The key issue here is that there are now two remote-tracking names that are from master, one being origin/master and the other being xyzzy/master. The special trick that git clone used in its step 6, to create your master from origin/master, stops working at this point.

That's not a problem for your existing master, which already exists. It's a problem for new names. Suppose that both origin and xyzzy have a branch named feature, and you decide that now, you would like to create a new feature based on one of those two. You run:

git checkout feature

and your Git complains. The problem is that it doesn't know whether to use origin/feature or xyzzy/feature. There are two names that could match.

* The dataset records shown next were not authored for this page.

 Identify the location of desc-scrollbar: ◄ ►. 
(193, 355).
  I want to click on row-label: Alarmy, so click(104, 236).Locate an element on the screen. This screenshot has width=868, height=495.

This is just a minor headache. You can still use an automatic trick:

git checkout --track origin/feature

will create feature based on origin/feature. You give it the remote-tracking name, and Git figures out which part is the branch part (feature) on its own and creates your feature branch. Or, you can use:

git checkout feature origin/feature

which does exactly the same thing.2 The disadvantage is that you have to type the word feature twice. The advantage is that you can use a different branch name, e.g., git checkout feat37 origin/feature.

Both of these have, as a Git built-in thing, the side effect of creating the new branch with its upstream set to the remote-tracking name, in this case origin/feature.

This is also the case with your existing master. Its upstream is set to your own origin/master. Read on for what this all means, but before we get to that point, let's note one last problem.

Suppose you'd like to have your own feature corresponding to origin/feature and your own feature corresponding to xyzzy/feature too. (Let's assume these are two different features, and you are going to work on both of them.) You can't call both of these feature in your own Git repository. You'll be forced to make up a different local branch name for at least one of these. This isn't particularly harmful in and of itself, but it makes for a bunch of small headaches later. Just be aware of this for now, as the problem may never actually come up.


2Well, it does the same thing by default. There are configuration settings you can change, that make these slightly different.


What good is an upstream anyway?

Rather than answer the whole thing here, I'll just link to this: Why do I have to "git push --set-upstream origin <branch>"?

The big plus-es here are the ability to run git rebase, git merge, git fetch, and the convenience git pull commands without typing anything else into the command line. It also makes git push slightly more convenient—but for your particular use case, it might actually make git push slightly less convenient.

You will need to think about this (and/or experiment with setting the upstream, or unsetting it entirely if you like) and see what works for you as there's no universal best way here.

Your own use case

Given your setup, I'd recommend:

  • making sure your Git is at least 2.15, if not newer, if you're going to use git worktree;
  • cloning one of the two repositories and adding the other as another upstream;
  • using git worktree add to create extra work-trees for rebasing branches other than the current branch, if you find you need to do that.

Set or unset upstreams of various branches in whatever way works for you. Remember to use git fetch to get updates.

Consider configuring fetch.prune to true:

git config --global fetch.prune true

so that if some remote deletes some branch B, your git fetch to that remote, via name R, deletes R/B from your own remote-tracking name set. Without this, "stale" remote-tracking names build up: git fetch sees that they have a branch named tmp and creates, say, origin/tmp in your Git, then they delete their temporary branch tmp and your git fetch finds no tmp so does not create or update your origin/tmp. This leaves your old (stale) origin/tmp behind! The more remotes you have, the more likely this kind of stale-remote-tracking-branch clutter becomes.

Last, remember that Git repositories share commits (by their big ugly hash IDs), but each repository has its own branch names. The fetch operation gets commits and updates remote-tracking names; but a push operation sends commits, then asks their Git to set its branch name, which generally requires that your new commits add on to their existing commits.